The USI Softball team played twelve games over spring break. They started in Clermont, Florida, March 2 and ended in Leesburg, Florida, March 9.
“It’s a long and tiring week, but it was fun,” senior pitcher and outfielder Caitlyn Bradley said. “I think it was great to actually get outside and actually play in the warm weather before coming back here, and having to go back to the cold.”
March 3 and 4 the exercise science and kinesiology major, won the complete-game win, both against Walsh. March 5 and 6, Bradley got another complete-game win against Notre Dame.
Bradley said she felt great.
“I haven’t really pitched a lot since my sophomore here,” she said. “Just being able to help out my team this year, in my final season, is great. It was a good team win.”
It is extremely hard to obtain a complete-game win. To get a complete-game win, the pitcher must go an entire game without someone to replace them, which puts their arm and shoulder muscles at risk of being pulled or strained beyond their limit.
Senior pitcher and infielder Haylee Smith felt playing 12 games over spring break took “a toll on (her) body, but it’s a lot of fun.”
The exercise science major expressed excitement over being able to play one more time before graduating.
“Just the energy that the girls have, coming off last season and trying to get the freshman back and all excited, it’s a lot of fun this year,” Smith said.
Smith expressed some concern for the team, but says that once they get into the swing of playing, their season would be great.

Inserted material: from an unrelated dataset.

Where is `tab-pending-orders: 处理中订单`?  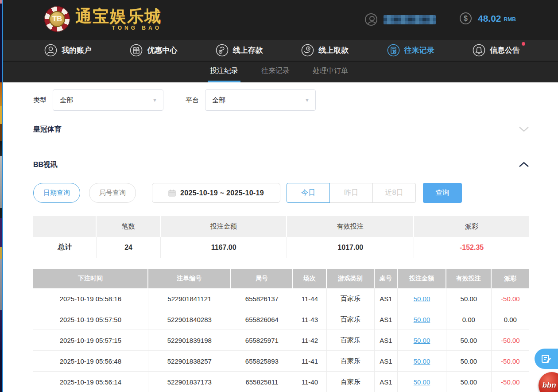
tab-pending-orders: 处理中订单 is located at coordinates (330, 72).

“I think we have some raw talent, and I think that, with the returners coming back, we’re kind of trying to show them the way, and I think that once we get the wheels turning that it will all be okay,” Smith said. “We just have somethings to work out, but I think, as a team, as a whole, we’re still pretty good.”
Overall, Smith said she was very excited to keep playing for the rest of the season and was very optimistic about the future of the team.
“I told the team that it really doesn’t matter that we started number and and dropped,” Smith said, “because it doesn’t matter how we started, just how we end.
The next softball game begins at 12 p.m. March 16 against McKendree University in Evansville.